At the field level, COMP does not affect the physical or logical file you are describing.
However, when you describe an input-capable field in a display file, you can refer to the field you are describing by specifying R in position 29 and the REF or REFFLD keyword. During display file creation, the operating system copies the COMP keyword and other field attributes from the field in the logical file into the field in the display file. You can override the COMP keyword (as well as all other validity checking keywords and the CHKMSGID keyword) by specifying any validity checking keyword for the field in the display file.
You cannot specify a field name as a parameter value for a field-level COMP keyword.
You cannot specify *NULL as a parameter value for a field level COMP keyword.
You cannot specify the COMP keyword on a floating-point field (F in position 35) or a hexadecimal field (H in position 35). Do not specify the COMP keyword on a date, time, or timestamp field (L, T, or Z in position 35).
The rules for specifying this keyword in a physical or logical file are the same as the rules for a display file.

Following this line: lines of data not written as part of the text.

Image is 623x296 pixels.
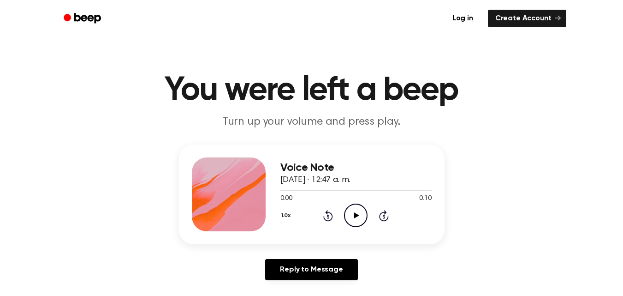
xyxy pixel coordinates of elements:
[419,194,431,203] span: 0:10
[281,162,432,174] h3: Voice Note
[443,8,483,29] a: Log in
[281,176,351,184] span: [DATE] · 12:47 a. m.
[488,10,567,27] a: Create Account
[281,208,294,223] button: 1.0x
[57,10,109,28] a: Beep
[135,114,489,130] p: Turn up your volume and press play.
[265,259,358,280] a: Reply to Message
[281,194,293,203] span: 0:00
[76,74,548,107] h1: You were left a beep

When a workstation user types in data, the operating system aligns the characters typed in according to the number of decimal positions in the field. Leading and trailing blanks are filled with zeros when the field is passed to your program. If you do not type a decimal character, the operating system places a decimal character to the right of the farthest right character typed. For example, for a numeric field with a length of 5 (specified in position 34) and 2 decimal positions (specified in position 37), 1.2 is interpreted as 001.20, and 100 is interpreted as 100.00.